Doctor Who: “Smile” has too many ideas and not much to say about any of them

True to Doctor Who tradition, the second episode of season ten sees the Doctor and Bill Potts traveling far into the future. Usually these far future trips are less plot-focused and more character-driven, often with a commentary about the human condition, and “Smile” is definitely in all of those neighborhoods. If last week’s “The Pilot” was about introducing the show to new viewers and putting the new companion through some of her madcap adventuring paces, “Smile” (like “The End of the World,” “New Earth,” “The Beast Below” and others) is about testing the companion’s limits and challenging her (and the viewer’s) expectations about the future. Unfortunately, not every episode of this type can be a classic like “The End of the World” or “The Beast Below,” and “Smile” isn’t great, mostly because it gets a bit bogged down in being a sort of vaguely anti-technology polemic against emoji.

**Spoilers below.**

Our first glimpse of Gliese 581d is of vast wheat fields and blue skies over a beautiful, albeit stark, white building. It’s not a particularly unique setting for a Doctor Who episode, and it’s the sort of bland sci-fi futurist imagery that just screams dystopia. It’s fine. It is a kind of dystopia, as we’re soon to find out, inhabited by emoji-faced robots, swarms of murderous microbots (Vardies) and a ship full of refugees from a future Earth crisis. The Doctor and Bill arrive right after the robots have murdered the first wave of human colonists who were responsible for preparing the planet to receive the rest of the refugees, who have been kept in stasis. After making a macabre discovery in a greenhouse, the Doctor and Bill have to piece together what happened to the original people before a bunch of very confused robots kill them all.

The emotional core of the episode is Bill coming to terms with a future for humanity that isn’t what she expected or hoped, and Pearl Mackie continues to play Bill with such expressive sensitivity (balanced by heaps of cleverness) that this emotional journey mostly works. There’s some incoherence in the middle as Bill throws herself into uncovering the truth about what’s happened on Gliese, but for the most part it’s easy enough to understand Bill’s feelings. Her sadness and distress as she learns about the future history of Earth are relatable enough, though the episode would have benefited from spending a little more time on Bill’s feelings, just in general. Mackie is such a beautifully emotive actor that it’s a shame to force her to cycle so quickly between feelings-having and doing cleverly competent companion stuff without allowing the feelings to breathe.

One could make the argument that this was intentional and thematically consistent in this episode, what with the enforced cheerfulness that Bill is forced to perform for the emoji-bots, but it’s an episode that is, frankly, full of mixed messaging and missed opportunities for thematic resonance. It touches on several theoretically interesting ideas—the alleged shallowness and limitations of emoji-based communications, the potential for miscommunication when using emoji, and the gendered (and age-dependent) enforcement of public happiness—without managing to have much to say about any of them. As uncomfortable as it is to see an older white man constantly reminding a young woman to “Smile!” the episode has remarkably little to say about the phenomenon, which seems like a huge missed opportunity, and I would love to see this idea tackled by a capable female writer with some awareness of the discourse surrounding this particular patriarchal expectation for women and children.

When it comes to being critical of emoji, the episode is a little more capable, but it relies on a straw man conception of what emoji are, how they are used and what they might be used for in the future. Rather than making any kind of insightful point, there’s an underlying tone of a middle-aged man grumbling about kids these days. Similarly, the warning tone the episode takes towards human reliance on automated technology in general suggests a, frankly, boring Neo-Luddite alarmism about the dangers of artificial intelligence and the hubris of human ingenuity. This messaging becomes even more muddled when combined with the seemingly agrarian aspirations of the Gliese settlers, which is strongly at odds with the warlike, violent humans that are awoken by the end of the episode, whose first instincts are to defend themselves with force against the confused robots that killed their friends.

There are a whole slew of popular sci-fi concepts and tropes in play here, but “Smile” would have been a stronger episode if it decided to focus on one or two and commit to exploring a strong central thesis. It’s not a terrible episode, and Bill continues to charm (she’s the most promising new companion since Donna, in my opinion), but it’s definitely a case of an episode trying to do both too much and too little, with a lazy premise and overall lack of cogent vision.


**Work order:** Transcribe all of the data verbatim, please, and leave out its pictures.

Data tied to figure images
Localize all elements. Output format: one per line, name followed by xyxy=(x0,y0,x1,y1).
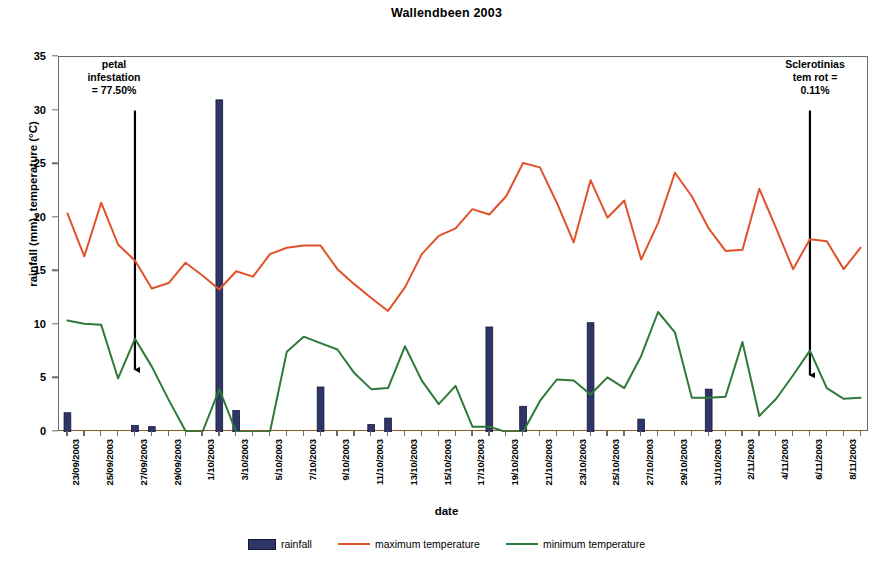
page-title: Wallendbeen 2003 xyxy=(0,6,893,20)
x-axis-tick-label: 3/10/2003 xyxy=(239,439,250,480)
annotation-arrows xyxy=(135,111,810,376)
x-axis-tick-mark xyxy=(134,431,135,436)
chart-legend: rainfallmaximum temperatureminimum tempe… xyxy=(0,538,893,550)
x-axis-tick-mark xyxy=(100,431,101,436)
x-axis-tick-label: 4/11/2003 xyxy=(779,439,790,480)
annotation-sclerotinia-stem-rot: Sclerotinias tem rot = 0.11% xyxy=(760,58,870,97)
x-axis-tick-mark xyxy=(218,431,219,436)
x-axis-tick-mark xyxy=(741,431,742,436)
annotation-line-1: Sclerotinias xyxy=(760,58,870,71)
x-axis-tick-mark xyxy=(370,431,371,436)
x-axis-tick-label: 5/10/2003 xyxy=(273,439,284,480)
x-axis-tick-mark xyxy=(590,431,591,436)
x-axis-tick-mark xyxy=(185,431,186,436)
x-axis-tick-label: 23/10/2003 xyxy=(577,439,588,486)
x-axis-tick-mark xyxy=(320,431,321,436)
maximum-temperature-line xyxy=(67,163,860,311)
x-axis-tick-mark xyxy=(235,431,236,436)
x-axis-tick-mark xyxy=(252,431,253,436)
x-axis-tick-mark xyxy=(775,431,776,436)
annotation-petal-infestation: petal infestation = 77.50% xyxy=(64,58,164,97)
legend-label: rainfall xyxy=(281,538,312,550)
rainfall-bar xyxy=(216,100,223,432)
x-axis-label: date xyxy=(0,505,893,517)
x-axis-tick-label: 29/10/2003 xyxy=(678,439,689,486)
legend-bar-swatch xyxy=(248,539,276,550)
x-axis-tick-mark xyxy=(455,431,456,436)
legend-item: rainfall xyxy=(248,538,312,550)
max-temp-path xyxy=(67,163,860,311)
x-axis-tick-mark xyxy=(83,431,84,436)
x-axis-tick-mark xyxy=(336,431,337,436)
x-axis-tick-label: 25/10/2003 xyxy=(610,439,621,486)
x-axis-tick-label: 2/11/2003 xyxy=(745,439,756,480)
x-axis-tick-label: 17/10/2003 xyxy=(475,439,486,486)
x-axis-tick-mark xyxy=(860,431,861,436)
x-axis-tick-mark xyxy=(286,431,287,436)
x-axis-tick-label: 29/09/2003 xyxy=(172,439,183,486)
plot-canvas xyxy=(59,57,869,432)
x-axis-tick-mark xyxy=(826,431,827,436)
x-axis-tick-mark xyxy=(353,431,354,436)
rainfall-bar xyxy=(705,389,712,432)
annotation-line-2: tem rot = xyxy=(760,71,870,84)
annotation-line-2: infestation xyxy=(64,71,164,84)
y-axis-label: rainfall (mm), temperature (°C) xyxy=(27,79,39,329)
x-axis-tick-mark xyxy=(725,431,726,436)
x-axis-tick-mark xyxy=(201,431,202,436)
x-axis-tick-label: 27/09/2003 xyxy=(138,439,149,486)
x-axis-tick-mark xyxy=(269,431,270,436)
x-axis-tick-label: 15/10/2003 xyxy=(442,439,453,486)
x-axis-tick-mark xyxy=(809,431,810,436)
x-axis-tick-mark xyxy=(640,431,641,436)
x-axis-tick-mark xyxy=(505,431,506,436)
x-axis-tick-label: 9/10/2003 xyxy=(340,439,351,480)
rainfall-bar xyxy=(233,411,240,432)
x-axis-tick-mark xyxy=(758,431,759,436)
x-axis-tick-mark xyxy=(421,431,422,436)
x-axis-tick-mark xyxy=(674,431,675,436)
x-axis-tick-mark xyxy=(151,431,152,436)
x-axis-tick-mark xyxy=(708,431,709,436)
figure-root: Wallendbeen 2003 05101520253035 rainfall… xyxy=(0,0,893,573)
x-axis-tick-label: 1/10/2003 xyxy=(205,439,216,480)
x-axis-tick-mark xyxy=(404,431,405,436)
x-axis-tick-label: 7/10/2003 xyxy=(307,439,318,480)
x-axis-tick-mark xyxy=(539,431,540,436)
x-axis-tick-mark xyxy=(387,431,388,436)
legend-label: minimum temperature xyxy=(543,538,645,550)
annotation-line-3: 0.11% xyxy=(760,84,870,97)
x-axis-tick-label: 21/10/2003 xyxy=(543,439,554,486)
rainfall-bar xyxy=(317,387,324,432)
legend-line-swatch xyxy=(338,543,370,545)
x-axis-tick-label: 8/11/2003 xyxy=(847,439,858,480)
x-axis-tick-label: 23/09/2003 xyxy=(70,439,81,486)
x-axis-tick-mark xyxy=(303,431,304,436)
x-axis-tick-label: 13/10/2003 xyxy=(408,439,419,486)
x-axis-tick-label: 31/10/2003 xyxy=(712,439,723,486)
x-axis-tick-label: 19/10/2003 xyxy=(509,439,520,486)
x-axis-tick-mark xyxy=(117,431,118,436)
x-axis-tick-label: 11/10/2003 xyxy=(374,439,385,485)
x-axis-tick-mark xyxy=(792,431,793,436)
x-axis-tick-label: 25/09/2003 xyxy=(104,439,115,486)
y-axis-tick-label: 0 xyxy=(16,425,46,437)
x-axis-tick-mark xyxy=(438,431,439,436)
x-axis-tick-mark xyxy=(471,431,472,436)
min-temp-path xyxy=(67,312,860,432)
x-axis-tick-mark xyxy=(657,431,658,436)
annotation-line-3: = 77.50% xyxy=(64,84,164,97)
x-axis-tick-mark xyxy=(168,431,169,436)
legend-item: minimum temperature xyxy=(506,538,645,550)
x-axis-tick-mark xyxy=(573,431,574,436)
legend-label: maximum temperature xyxy=(375,538,480,550)
y-axis-tick-label: 35 xyxy=(16,50,46,62)
x-axis-tick-mark xyxy=(556,431,557,436)
x-axis-tick-mark xyxy=(843,431,844,436)
x-axis-tick-mark xyxy=(522,431,523,436)
plot-area xyxy=(58,56,868,431)
x-axis-tick-label: 6/11/2003 xyxy=(813,439,824,480)
x-axis-tick-label: 27/10/2003 xyxy=(644,439,655,486)
y-axis-tick-label: 5 xyxy=(16,371,46,383)
legend-item: maximum temperature xyxy=(338,538,480,550)
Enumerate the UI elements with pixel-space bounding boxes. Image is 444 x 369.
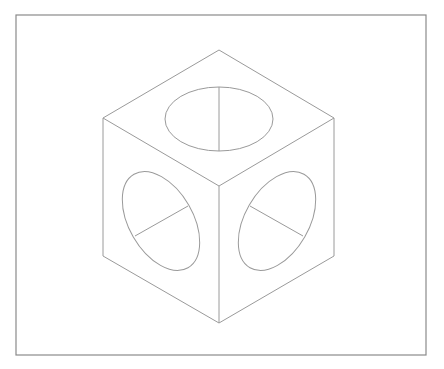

**Result for this task:**
Localize all elements. Output format: one per line, name followed by xyxy=(x0,y0,x1,y1).
page-title: Wallendbeen 2003 xyxy=(0,6,893,20)
x-axis-tick-label: 3/10/2003 xyxy=(239,439,250,480)
annotation-arrows xyxy=(135,111,810,376)
x-axis-tick-mark xyxy=(134,431,135,436)
chart-legend: rainfallmaximum temperatureminimum tempe… xyxy=(0,538,893,550)
x-axis-tick-mark xyxy=(100,431,101,436)
x-axis-tick-label: 4/11/2003 xyxy=(779,439,790,480)
annotation-sclerotinia-stem-rot: Sclerotinias tem rot = 0.11% xyxy=(760,58,870,97)
x-axis-tick-mark xyxy=(218,431,219,436)
x-axis-tick-mark xyxy=(741,431,742,436)
annotation-line-1: Sclerotinias xyxy=(760,58,870,71)
x-axis-tick-mark xyxy=(370,431,371,436)
x-axis-tick-label: 5/10/2003 xyxy=(273,439,284,480)
x-axis-tick-mark xyxy=(590,431,591,436)
x-axis-tick-mark xyxy=(185,431,186,436)
x-axis-tick-label: 23/10/2003 xyxy=(577,439,588,486)
x-axis-tick-mark xyxy=(320,431,321,436)
maximum-temperature-line xyxy=(67,163,860,311)
x-axis-tick-mark xyxy=(235,431,236,436)
x-axis-tick-mark xyxy=(252,431,253,436)
x-axis-tick-mark xyxy=(775,431,776,436)
annotation-petal-infestation: petal infestation = 77.50% xyxy=(64,58,164,97)
legend-label: rainfall xyxy=(281,538,312,550)
rainfall-bar xyxy=(216,100,223,432)
x-axis-label: date xyxy=(0,505,893,517)
x-axis-tick-label: 29/10/2003 xyxy=(678,439,689,486)
legend-bar-swatch xyxy=(248,539,276,550)
x-axis-tick-mark xyxy=(455,431,456,436)
legend-item: rainfall xyxy=(248,538,312,550)
max-temp-path xyxy=(67,163,860,311)
x-axis-tick-mark xyxy=(83,431,84,436)
x-axis-tick-mark xyxy=(336,431,337,436)
x-axis-tick-label: 25/10/2003 xyxy=(610,439,621,486)
x-axis-tick-label: 2/11/2003 xyxy=(745,439,756,480)
x-axis-tick-label: 17/10/2003 xyxy=(475,439,486,486)
x-axis-tick-mark xyxy=(860,431,861,436)
x-axis-tick-mark xyxy=(286,431,287,436)
x-axis-tick-label: 29/09/2003 xyxy=(172,439,183,486)
plot-canvas xyxy=(59,57,869,432)
x-axis-tick-mark xyxy=(826,431,827,436)
x-axis-tick-mark xyxy=(353,431,354,436)
rainfall-bar xyxy=(705,389,712,432)
annotation-line-2: tem rot = xyxy=(760,71,870,84)
annotation-line-2: infestation xyxy=(64,71,164,84)
y-axis-label: rainfall (mm), temperature (°C) xyxy=(27,79,39,329)
x-axis-tick-mark xyxy=(725,431,726,436)
x-axis-tick-mark xyxy=(201,431,202,436)
x-axis-tick-label: 27/09/2003 xyxy=(138,439,149,486)
x-axis-tick-mark xyxy=(269,431,270,436)
x-axis-tick-label: 15/10/2003 xyxy=(442,439,453,486)
x-axis-tick-mark xyxy=(809,431,810,436)
x-axis-tick-mark xyxy=(640,431,641,436)
x-axis-tick-mark xyxy=(505,431,506,436)
x-axis-tick-label: 9/10/2003 xyxy=(340,439,351,480)
rainfall-bar xyxy=(233,411,240,432)
x-axis-tick-mark xyxy=(758,431,759,436)
x-axis-tick-mark xyxy=(421,431,422,436)
x-axis-tick-mark xyxy=(674,431,675,436)
x-axis-tick-mark xyxy=(151,431,152,436)
x-axis-tick-mark xyxy=(708,431,709,436)
figure-root: Wallendbeen 2003 05101520253035 rainfall… xyxy=(0,0,893,573)
x-axis-tick-label: 1/10/2003 xyxy=(205,439,216,480)
x-axis-tick-mark xyxy=(404,431,405,436)
x-axis-tick-label: 7/10/2003 xyxy=(307,439,318,480)
x-axis-tick-mark xyxy=(539,431,540,436)
x-axis-tick-mark xyxy=(387,431,388,436)
legend-label: minimum temperature xyxy=(543,538,645,550)
annotation-line-3: 0.11% xyxy=(760,84,870,97)
x-axis-tick-label: 21/10/2003 xyxy=(543,439,554,486)
rainfall-bar xyxy=(317,387,324,432)
legend-line-swatch xyxy=(338,543,370,545)
x-axis-tick-label: 8/11/2003 xyxy=(847,439,858,480)
x-axis-tick-label: 23/09/2003 xyxy=(70,439,81,486)
x-axis-tick-mark xyxy=(303,431,304,436)
x-axis-tick-label: 13/10/2003 xyxy=(408,439,419,486)
x-axis-tick-label: 31/10/2003 xyxy=(712,439,723,486)
x-axis-tick-label: 19/10/2003 xyxy=(509,439,520,486)
x-axis-tick-mark xyxy=(117,431,118,436)
x-axis-tick-label: 11/10/2003 xyxy=(374,439,385,485)
x-axis-tick-mark xyxy=(792,431,793,436)
x-axis-tick-label: 25/09/2003 xyxy=(104,439,115,486)
y-axis-tick-label: 0 xyxy=(16,425,46,437)
x-axis-tick-mark xyxy=(438,431,439,436)
x-axis-tick-mark xyxy=(471,431,472,436)
min-temp-path xyxy=(67,312,860,432)
x-axis-tick-mark xyxy=(657,431,658,436)
annotation-line-3: = 77.50% xyxy=(64,84,164,97)
x-axis-tick-mark xyxy=(168,431,169,436)
legend-item: minimum temperature xyxy=(506,538,645,550)
x-axis-tick-mark xyxy=(573,431,574,436)
legend-label: maximum temperature xyxy=(375,538,480,550)
y-axis-tick-label: 35 xyxy=(16,50,46,62)
x-axis-tick-mark xyxy=(556,431,557,436)
x-axis-tick-mark xyxy=(843,431,844,436)
x-axis-tick-mark xyxy=(522,431,523,436)
plot-area xyxy=(58,56,868,431)
x-axis-tick-label: 6/11/2003 xyxy=(813,439,824,480)
x-axis-tick-label: 27/10/2003 xyxy=(644,439,655,486)
y-axis-tick-label: 5 xyxy=(16,371,46,383)
legend-item: maximum temperature xyxy=(338,538,480,550)
Enumerate the UI elements with pixel-space bounding boxes. Image is 444 x 369.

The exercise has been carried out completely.